Sustainability Environment

A record-breaking heat wave changed Antarctica in 9 days

February's record heat wave on Eagle Island in Antarctica. Photo: NASA

Story at a glance

  • Antarctica was hit by a heat wave earlier this month, with temperatures reaching nearly 65 degrees Fahrenheit.
  • Before and after images show a significant decrease in ice and snow on the island during that time.
  • The island experienced peak melt, about 1 inch on the day of the reported heat record, leading to a loss of 4 inches in total in just more than a week.

The heat wave that hit Antarctica earlier this month has caused one of the continent’s islands to lose nearly a quarter of its snow cover, according to NASA.

On Feb. 6, thermometers at the Esperanza Base on the northern tip of the Antarctica Peninsula marked a temperature of 64.9 degrees Fahrenheit, about the same temperature as Los Angeles that day, and likely a record, according to the World Meteorological Organization. The heat wave arrived on Feb. 5 and continued until Feb. 13. 

NASA’s Earth Observatory released two new images showing the effects of February’s heat wave on Antarctica’s Eagle Island ice cap. Before and after images show a dramatic decrease in ice and snow, as large portions of the ground are visible and bright blue melted ponds can be seen at the center of the island. 

According to climate models, Eagle Island, which is only about 25 miles from the Esperanza research base, experienced peak melt, about 1 inch on the day of the reported heat record, causing a loss of 4 inches in a little more than a week. 

“About 20 percent of seasonal snow accumulation in the region melted in this one event on Eagle Island,” NASA said in a statement

“I haven’t seen melt ponds develop this quickly in Antarctica,” Mauri Pelot, a geologist at Nichols College in Massachusetts, told NASA’s Earth Observatory. “You see these kinds of melt events in Alaska and Greenland, but not usually in Antarctica.”

This comes after scientists in January made a worrying discovery under Antarctica’s “doomsday glacier.” Researchers for the first time discovered water below the Thwaites Glacier was more than 2 degrees above normal freezing temperature. 

If the glacier were to melt, it would drain a mass of water that is roughly the size of Great Britain, and its collapse would raise global sea levels by nearly 3 feet. 

Antarctica’s peninsula, the area pointing toward South America, is one of the fastest warming places on the planet. In just the past 50 years, temperatures have increased 5 degrees on the continent, and around 87 percent of glaciers along the peninsula’s west coast have receded during that time.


▸ **What is expected**: Below are records with pictures in them. Transcribe everything from the line containing "itemize the components" down to the line containing "Annotate this image: element", exactly, and leave the pictures behind.

▸ **Provided records**:
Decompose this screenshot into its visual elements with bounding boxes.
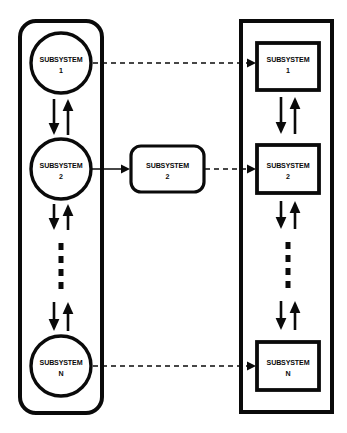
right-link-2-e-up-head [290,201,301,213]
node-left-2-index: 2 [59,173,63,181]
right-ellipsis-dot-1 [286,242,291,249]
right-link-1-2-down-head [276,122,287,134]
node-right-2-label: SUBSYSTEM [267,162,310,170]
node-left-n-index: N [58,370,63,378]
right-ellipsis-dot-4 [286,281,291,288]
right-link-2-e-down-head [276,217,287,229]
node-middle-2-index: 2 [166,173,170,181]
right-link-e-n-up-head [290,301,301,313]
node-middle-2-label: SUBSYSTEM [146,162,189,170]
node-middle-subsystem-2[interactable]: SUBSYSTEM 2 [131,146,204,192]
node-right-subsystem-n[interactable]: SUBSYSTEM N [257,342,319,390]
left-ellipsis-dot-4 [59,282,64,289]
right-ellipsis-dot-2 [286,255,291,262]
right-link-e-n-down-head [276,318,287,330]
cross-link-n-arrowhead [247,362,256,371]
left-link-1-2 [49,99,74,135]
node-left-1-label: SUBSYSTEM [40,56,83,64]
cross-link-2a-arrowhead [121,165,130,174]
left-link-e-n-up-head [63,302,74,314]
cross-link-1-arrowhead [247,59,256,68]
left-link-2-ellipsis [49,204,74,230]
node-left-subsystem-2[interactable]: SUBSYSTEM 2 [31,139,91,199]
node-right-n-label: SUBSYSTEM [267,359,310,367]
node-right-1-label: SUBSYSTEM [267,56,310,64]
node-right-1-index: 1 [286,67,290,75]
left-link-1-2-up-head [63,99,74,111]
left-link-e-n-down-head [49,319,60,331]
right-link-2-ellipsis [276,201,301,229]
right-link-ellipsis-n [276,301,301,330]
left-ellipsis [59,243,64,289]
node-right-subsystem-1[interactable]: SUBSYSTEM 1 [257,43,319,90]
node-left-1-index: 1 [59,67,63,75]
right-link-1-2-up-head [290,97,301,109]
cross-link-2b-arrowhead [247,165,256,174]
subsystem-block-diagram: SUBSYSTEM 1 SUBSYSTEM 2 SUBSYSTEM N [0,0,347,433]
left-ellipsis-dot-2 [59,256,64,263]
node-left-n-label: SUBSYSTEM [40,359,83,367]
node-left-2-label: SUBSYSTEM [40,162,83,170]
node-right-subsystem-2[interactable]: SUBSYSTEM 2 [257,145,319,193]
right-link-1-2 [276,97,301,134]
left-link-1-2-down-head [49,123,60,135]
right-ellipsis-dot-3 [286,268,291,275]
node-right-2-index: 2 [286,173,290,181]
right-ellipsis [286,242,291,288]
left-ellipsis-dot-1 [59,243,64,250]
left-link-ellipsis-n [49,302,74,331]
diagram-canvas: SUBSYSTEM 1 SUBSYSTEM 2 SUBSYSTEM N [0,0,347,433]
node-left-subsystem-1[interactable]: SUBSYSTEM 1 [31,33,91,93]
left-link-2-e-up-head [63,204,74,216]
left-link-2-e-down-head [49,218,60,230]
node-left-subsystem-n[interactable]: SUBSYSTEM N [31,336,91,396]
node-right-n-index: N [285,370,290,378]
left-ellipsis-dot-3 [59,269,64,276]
...
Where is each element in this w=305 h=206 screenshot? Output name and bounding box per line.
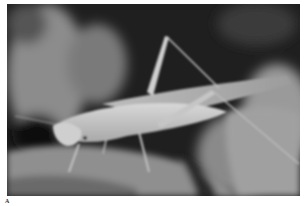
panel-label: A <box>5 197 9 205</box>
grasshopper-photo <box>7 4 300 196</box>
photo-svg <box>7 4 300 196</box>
* * *
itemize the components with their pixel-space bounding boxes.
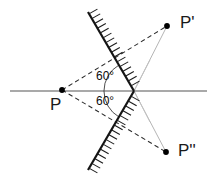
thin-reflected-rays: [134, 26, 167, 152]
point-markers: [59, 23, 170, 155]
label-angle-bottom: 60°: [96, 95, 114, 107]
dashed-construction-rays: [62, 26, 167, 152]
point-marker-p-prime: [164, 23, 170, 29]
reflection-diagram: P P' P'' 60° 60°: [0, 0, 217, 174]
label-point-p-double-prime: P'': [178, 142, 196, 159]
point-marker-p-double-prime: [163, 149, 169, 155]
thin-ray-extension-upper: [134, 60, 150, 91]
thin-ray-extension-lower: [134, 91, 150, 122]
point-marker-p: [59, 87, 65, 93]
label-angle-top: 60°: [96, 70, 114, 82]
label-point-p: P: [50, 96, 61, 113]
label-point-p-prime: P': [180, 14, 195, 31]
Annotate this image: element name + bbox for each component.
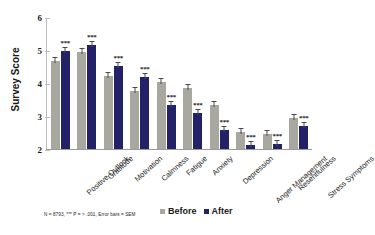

▸ **The completed task**:
itemize the components with their pixel-space bounding boxes.
thin-reflected-rays: [134, 26, 167, 152]
point-markers: [59, 23, 170, 155]
label-angle-bottom: 60°: [96, 95, 114, 107]
dashed-construction-rays: [62, 26, 167, 152]
point-marker-p-prime: [164, 23, 170, 29]
reflection-diagram: P P' P'' 60° 60°: [0, 0, 217, 174]
label-point-p-double-prime: P'': [178, 142, 196, 159]
point-marker-p-double-prime: [163, 149, 169, 155]
thin-ray-extension-upper: [134, 60, 150, 91]
thin-ray-extension-lower: [134, 91, 150, 122]
point-marker-p: [59, 87, 65, 93]
label-angle-top: 60°: [96, 70, 114, 82]
label-point-p: P: [50, 96, 61, 113]
label-point-p-prime: P': [180, 14, 195, 31]
Annotate this image: element name + bbox for each component.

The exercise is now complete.